Pompey

Plutarch

Plutarch. Plutarch's Lives, Vol. V. Perrin, Bernadotte, translator. Cambridge, MA: Harvard University Press; London: William Heinemann Ltd., 1917.

As soon as the report of this came flying to Rome and the city was filled with tumult, consternation, and a fear that was beyond compare, the senate at once went in a body and in all haste to Pompey, and the magistrates came too. And when Tullus asked Pompey about an army and a military force, and Pompey, after some delay, said timidly that he had in readiness the soldiers who had come from Caesar,

and thought that he could speedily assemble also those who had been previously levied, thirty thousand in number, Tullus cried aloud, Thou hast deceived us, Pompey! and advised sending envoys to Caesar; and a certain Favonius, a man otherwise of no bad character, but who often thought that his insolent presumption was an imitation of Cato’s boldness of speech, ordered Pompey to stamp upon the ground and call up the forces which he used to promise.

But Pompey bore this ill-timed raillery with meekness[*](In Appian, Bell. Civ. ii. 37, Pompey replies: You will have them if you follow me, and do not think it a terrible thing to leave Rome, and Italy, too, if it should be necessary. ); and when Cato reminded him of what he had said to him at the outset about Caesar, he replied that what Cato had said was more prophetic, but what he himself had done was more friendly.

Cato now advised that Pompey should be elected general with unlimited powers, adding that the very men who caused great mischief must also put an end to it. Then he set out at once for Sicily, the province which had fallen to his lot, and the other senators likewise departed for the provinces which had severally been allotted to them. But since nearly all Italy was in commotion, the course of things was perplexing.

For those who dwelt outside the city came rushing in hurried flight from all quarters into Rome, and those who dwelt in Rome were rushing out of it and abandoning the city, where, in such tempestuous confusion, the better element was weak, and the insubordinate element strong and hard for the magistrates to manage. For it was impossible to check the reigning fear, nor would any one suffer Pompey to follow the dictates of his own judgement, but whatever feeling each one had, whether fear, or distress, or perplexity, he promptly infected Pompey’s mind with this.

Therefore opposite counsels prevailed in the same day, and it was impossible for Pompey to get any true information about the enemy, since many reported to him whatever they happened to hear, and then were vexed if he did not believe them. Under these circumstances he issued an edict in which he recognized a state of civil war, ordered all the senators to follow him, declared that he would regard as a partisan of Caesar any one who remained behind, and late in the evening left the city.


__The task__: Examine the records below. Report how many of their lines contain the word "icon", with no other content.

Data excerpts:

--- --- ---

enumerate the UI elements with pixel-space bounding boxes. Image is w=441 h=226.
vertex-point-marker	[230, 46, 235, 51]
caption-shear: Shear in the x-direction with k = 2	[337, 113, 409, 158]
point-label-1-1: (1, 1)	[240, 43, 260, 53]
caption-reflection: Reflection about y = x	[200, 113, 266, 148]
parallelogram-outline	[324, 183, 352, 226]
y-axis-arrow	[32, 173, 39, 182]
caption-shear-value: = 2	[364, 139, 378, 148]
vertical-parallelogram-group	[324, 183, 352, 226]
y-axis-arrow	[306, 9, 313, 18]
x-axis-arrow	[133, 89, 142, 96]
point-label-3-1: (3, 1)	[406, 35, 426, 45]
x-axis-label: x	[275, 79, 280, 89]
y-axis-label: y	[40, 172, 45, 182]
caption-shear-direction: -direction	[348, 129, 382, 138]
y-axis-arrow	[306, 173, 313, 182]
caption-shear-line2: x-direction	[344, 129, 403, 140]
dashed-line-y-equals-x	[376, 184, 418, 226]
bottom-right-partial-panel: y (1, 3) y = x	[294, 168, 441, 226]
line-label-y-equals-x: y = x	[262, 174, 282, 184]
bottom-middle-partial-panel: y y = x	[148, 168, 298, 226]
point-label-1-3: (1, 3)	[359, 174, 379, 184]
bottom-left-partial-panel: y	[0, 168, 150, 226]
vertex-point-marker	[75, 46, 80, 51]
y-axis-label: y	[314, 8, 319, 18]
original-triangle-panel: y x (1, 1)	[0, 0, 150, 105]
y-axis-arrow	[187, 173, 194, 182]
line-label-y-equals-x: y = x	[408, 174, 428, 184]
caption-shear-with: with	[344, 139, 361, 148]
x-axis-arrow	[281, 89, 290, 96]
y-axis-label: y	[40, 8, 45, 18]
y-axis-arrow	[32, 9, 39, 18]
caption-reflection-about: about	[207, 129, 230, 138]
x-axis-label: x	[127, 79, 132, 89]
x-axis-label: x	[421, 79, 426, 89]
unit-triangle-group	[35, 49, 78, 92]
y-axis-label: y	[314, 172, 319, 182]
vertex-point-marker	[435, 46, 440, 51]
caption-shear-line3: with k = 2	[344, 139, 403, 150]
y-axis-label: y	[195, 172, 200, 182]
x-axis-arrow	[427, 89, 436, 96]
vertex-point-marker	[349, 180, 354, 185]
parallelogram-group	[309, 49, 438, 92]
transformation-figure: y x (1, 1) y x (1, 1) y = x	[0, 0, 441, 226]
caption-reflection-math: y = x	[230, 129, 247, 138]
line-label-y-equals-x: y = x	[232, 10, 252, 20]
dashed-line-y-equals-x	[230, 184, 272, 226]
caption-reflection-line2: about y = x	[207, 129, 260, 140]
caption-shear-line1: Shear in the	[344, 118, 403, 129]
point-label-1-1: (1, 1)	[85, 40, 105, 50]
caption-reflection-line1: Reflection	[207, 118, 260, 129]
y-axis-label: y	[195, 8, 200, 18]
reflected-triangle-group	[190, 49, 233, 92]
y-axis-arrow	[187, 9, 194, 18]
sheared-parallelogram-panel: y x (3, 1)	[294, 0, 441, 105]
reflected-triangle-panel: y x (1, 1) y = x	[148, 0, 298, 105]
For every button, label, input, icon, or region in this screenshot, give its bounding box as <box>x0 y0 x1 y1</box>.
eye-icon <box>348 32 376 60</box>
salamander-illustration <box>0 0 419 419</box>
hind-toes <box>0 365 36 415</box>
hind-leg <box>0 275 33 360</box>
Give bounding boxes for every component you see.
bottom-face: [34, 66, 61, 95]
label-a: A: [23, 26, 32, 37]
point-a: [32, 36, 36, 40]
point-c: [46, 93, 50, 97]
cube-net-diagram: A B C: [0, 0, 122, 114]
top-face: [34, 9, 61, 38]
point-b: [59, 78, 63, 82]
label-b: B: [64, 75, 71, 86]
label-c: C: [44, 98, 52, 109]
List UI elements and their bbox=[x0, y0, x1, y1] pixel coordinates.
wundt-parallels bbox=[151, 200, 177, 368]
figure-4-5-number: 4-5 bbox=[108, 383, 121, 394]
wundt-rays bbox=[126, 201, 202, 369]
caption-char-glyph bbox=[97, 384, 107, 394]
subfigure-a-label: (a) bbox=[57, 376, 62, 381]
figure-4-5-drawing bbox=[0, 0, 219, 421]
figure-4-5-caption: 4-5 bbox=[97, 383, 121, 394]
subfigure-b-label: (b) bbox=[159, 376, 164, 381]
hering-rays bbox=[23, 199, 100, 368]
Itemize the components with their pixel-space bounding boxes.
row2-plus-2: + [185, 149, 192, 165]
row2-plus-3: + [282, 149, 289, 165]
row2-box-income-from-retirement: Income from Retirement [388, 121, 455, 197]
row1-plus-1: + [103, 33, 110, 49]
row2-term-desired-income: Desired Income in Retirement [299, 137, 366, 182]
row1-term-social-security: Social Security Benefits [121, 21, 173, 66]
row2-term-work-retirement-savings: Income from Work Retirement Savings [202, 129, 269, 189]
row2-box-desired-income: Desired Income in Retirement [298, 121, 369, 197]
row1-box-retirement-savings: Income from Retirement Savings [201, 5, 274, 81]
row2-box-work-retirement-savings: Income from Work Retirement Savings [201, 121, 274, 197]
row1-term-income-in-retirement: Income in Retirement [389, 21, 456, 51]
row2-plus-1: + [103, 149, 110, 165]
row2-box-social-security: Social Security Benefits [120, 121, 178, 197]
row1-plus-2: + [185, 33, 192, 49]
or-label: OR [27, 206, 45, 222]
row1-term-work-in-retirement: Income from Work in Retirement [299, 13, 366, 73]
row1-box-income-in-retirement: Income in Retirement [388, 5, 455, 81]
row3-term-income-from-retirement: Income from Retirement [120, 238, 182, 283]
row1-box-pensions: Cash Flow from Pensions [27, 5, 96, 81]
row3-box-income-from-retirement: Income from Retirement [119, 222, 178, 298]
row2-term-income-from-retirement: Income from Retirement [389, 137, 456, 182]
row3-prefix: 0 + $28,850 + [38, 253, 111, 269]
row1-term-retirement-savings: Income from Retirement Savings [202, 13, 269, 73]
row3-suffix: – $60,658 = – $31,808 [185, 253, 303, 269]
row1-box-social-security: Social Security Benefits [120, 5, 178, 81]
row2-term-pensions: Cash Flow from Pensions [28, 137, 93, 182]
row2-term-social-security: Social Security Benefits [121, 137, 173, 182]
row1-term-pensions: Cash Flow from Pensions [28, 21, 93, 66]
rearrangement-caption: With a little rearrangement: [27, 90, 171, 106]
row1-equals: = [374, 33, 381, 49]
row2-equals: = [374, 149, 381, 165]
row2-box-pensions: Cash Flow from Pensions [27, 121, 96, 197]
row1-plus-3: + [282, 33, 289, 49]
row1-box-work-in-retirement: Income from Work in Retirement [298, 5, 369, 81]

--- --- ---

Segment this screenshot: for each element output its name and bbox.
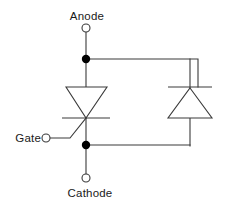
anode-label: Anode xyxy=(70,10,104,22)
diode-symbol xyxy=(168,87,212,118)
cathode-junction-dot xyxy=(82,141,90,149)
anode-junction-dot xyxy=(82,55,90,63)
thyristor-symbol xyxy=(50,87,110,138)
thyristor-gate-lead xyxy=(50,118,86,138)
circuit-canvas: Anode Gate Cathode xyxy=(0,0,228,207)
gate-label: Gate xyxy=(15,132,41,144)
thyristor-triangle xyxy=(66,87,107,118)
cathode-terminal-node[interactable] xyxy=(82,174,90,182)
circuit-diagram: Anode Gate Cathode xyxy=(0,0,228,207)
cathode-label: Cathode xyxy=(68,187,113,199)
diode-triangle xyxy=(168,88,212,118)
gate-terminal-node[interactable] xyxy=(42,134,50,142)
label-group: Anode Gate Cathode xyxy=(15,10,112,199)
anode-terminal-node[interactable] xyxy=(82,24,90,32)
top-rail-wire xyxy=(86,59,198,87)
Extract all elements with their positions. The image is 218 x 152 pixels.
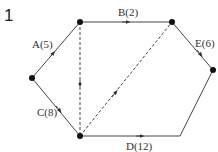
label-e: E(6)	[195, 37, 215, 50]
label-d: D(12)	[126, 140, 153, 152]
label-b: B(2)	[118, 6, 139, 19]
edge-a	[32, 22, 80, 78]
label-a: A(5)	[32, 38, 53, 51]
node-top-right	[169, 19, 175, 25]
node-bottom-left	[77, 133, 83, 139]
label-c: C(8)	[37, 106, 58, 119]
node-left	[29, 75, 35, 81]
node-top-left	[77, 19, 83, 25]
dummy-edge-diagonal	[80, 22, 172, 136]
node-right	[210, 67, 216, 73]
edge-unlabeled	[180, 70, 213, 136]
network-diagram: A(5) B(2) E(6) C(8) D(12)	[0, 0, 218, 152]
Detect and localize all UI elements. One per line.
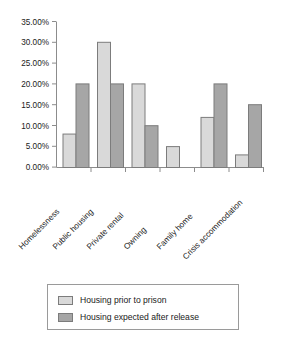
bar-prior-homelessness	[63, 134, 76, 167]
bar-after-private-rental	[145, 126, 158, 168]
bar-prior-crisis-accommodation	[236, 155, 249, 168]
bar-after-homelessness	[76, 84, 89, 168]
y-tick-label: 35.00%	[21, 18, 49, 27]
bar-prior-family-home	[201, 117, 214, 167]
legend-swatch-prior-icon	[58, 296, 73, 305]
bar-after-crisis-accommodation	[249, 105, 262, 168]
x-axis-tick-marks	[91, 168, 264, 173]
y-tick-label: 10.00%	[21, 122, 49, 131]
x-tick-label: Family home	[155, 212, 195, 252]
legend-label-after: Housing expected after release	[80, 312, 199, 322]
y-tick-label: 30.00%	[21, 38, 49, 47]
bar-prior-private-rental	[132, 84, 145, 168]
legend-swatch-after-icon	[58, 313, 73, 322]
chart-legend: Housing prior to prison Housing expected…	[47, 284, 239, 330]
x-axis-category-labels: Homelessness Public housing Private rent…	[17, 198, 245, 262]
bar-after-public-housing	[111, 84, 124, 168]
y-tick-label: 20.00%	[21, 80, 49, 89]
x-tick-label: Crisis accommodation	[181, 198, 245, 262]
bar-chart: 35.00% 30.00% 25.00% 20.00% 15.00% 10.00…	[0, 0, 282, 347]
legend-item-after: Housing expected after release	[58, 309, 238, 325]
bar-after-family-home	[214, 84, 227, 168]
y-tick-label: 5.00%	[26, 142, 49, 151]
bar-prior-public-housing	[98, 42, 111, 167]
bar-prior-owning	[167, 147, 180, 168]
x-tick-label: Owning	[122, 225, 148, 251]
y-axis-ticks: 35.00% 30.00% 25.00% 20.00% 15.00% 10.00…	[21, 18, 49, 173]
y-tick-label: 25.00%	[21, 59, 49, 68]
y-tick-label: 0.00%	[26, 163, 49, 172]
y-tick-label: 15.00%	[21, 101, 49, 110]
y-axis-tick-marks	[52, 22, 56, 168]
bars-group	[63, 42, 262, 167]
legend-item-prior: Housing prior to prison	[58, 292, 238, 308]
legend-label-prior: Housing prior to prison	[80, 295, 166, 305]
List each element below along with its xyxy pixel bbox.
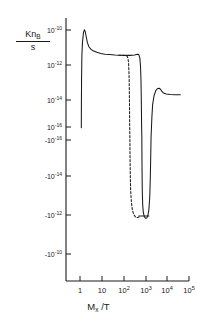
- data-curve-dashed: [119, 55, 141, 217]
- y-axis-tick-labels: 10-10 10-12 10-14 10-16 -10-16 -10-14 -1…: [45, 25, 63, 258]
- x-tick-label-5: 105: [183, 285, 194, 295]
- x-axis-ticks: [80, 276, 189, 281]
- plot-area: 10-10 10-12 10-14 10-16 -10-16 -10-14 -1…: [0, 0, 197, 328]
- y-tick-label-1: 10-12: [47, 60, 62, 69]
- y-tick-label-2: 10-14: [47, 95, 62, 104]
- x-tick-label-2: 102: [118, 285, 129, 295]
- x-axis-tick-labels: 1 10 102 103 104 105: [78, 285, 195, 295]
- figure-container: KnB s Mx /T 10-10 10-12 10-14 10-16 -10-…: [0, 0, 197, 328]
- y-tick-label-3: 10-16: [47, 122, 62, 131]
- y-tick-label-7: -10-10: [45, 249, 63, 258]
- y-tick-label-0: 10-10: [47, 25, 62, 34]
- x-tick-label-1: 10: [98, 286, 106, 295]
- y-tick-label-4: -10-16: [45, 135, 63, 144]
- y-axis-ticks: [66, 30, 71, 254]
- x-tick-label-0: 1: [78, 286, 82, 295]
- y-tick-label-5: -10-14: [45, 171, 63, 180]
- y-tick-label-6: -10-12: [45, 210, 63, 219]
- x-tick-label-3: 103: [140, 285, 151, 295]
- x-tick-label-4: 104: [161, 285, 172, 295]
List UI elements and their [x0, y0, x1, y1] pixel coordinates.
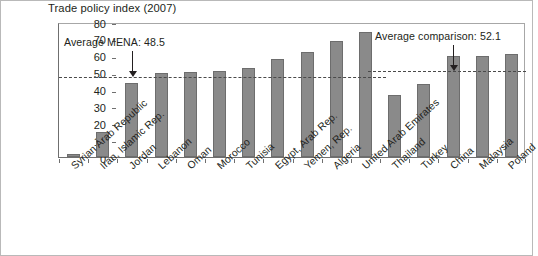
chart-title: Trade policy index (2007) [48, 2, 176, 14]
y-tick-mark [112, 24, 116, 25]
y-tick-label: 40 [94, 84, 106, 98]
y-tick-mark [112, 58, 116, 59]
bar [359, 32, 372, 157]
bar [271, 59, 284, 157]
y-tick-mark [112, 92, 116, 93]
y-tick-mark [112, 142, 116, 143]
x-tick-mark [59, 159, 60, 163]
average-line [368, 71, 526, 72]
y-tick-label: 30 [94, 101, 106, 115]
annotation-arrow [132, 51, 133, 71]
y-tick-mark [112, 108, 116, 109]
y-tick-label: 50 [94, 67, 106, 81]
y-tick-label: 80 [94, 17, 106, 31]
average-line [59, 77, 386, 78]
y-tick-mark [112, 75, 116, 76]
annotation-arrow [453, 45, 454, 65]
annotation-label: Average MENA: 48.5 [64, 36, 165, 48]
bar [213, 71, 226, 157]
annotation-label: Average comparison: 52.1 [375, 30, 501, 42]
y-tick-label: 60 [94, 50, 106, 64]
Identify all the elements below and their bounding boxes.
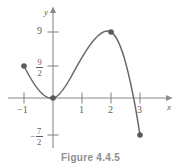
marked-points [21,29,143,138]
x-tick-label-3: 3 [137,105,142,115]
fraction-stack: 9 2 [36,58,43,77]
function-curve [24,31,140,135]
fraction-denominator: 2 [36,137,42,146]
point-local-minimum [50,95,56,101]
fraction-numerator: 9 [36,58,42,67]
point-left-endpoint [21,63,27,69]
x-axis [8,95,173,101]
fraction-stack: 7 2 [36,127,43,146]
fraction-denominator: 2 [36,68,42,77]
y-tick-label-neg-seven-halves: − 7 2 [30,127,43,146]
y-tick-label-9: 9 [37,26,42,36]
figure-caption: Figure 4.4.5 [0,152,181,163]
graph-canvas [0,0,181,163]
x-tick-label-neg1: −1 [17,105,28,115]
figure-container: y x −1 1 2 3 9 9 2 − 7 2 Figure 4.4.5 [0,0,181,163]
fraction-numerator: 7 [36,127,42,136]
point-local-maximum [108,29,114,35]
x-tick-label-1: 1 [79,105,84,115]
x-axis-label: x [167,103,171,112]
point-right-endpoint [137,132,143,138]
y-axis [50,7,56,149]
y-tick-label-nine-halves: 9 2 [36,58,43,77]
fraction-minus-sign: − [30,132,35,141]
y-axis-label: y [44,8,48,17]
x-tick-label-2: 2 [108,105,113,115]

--- --- ---

__Output for this exercise__: 4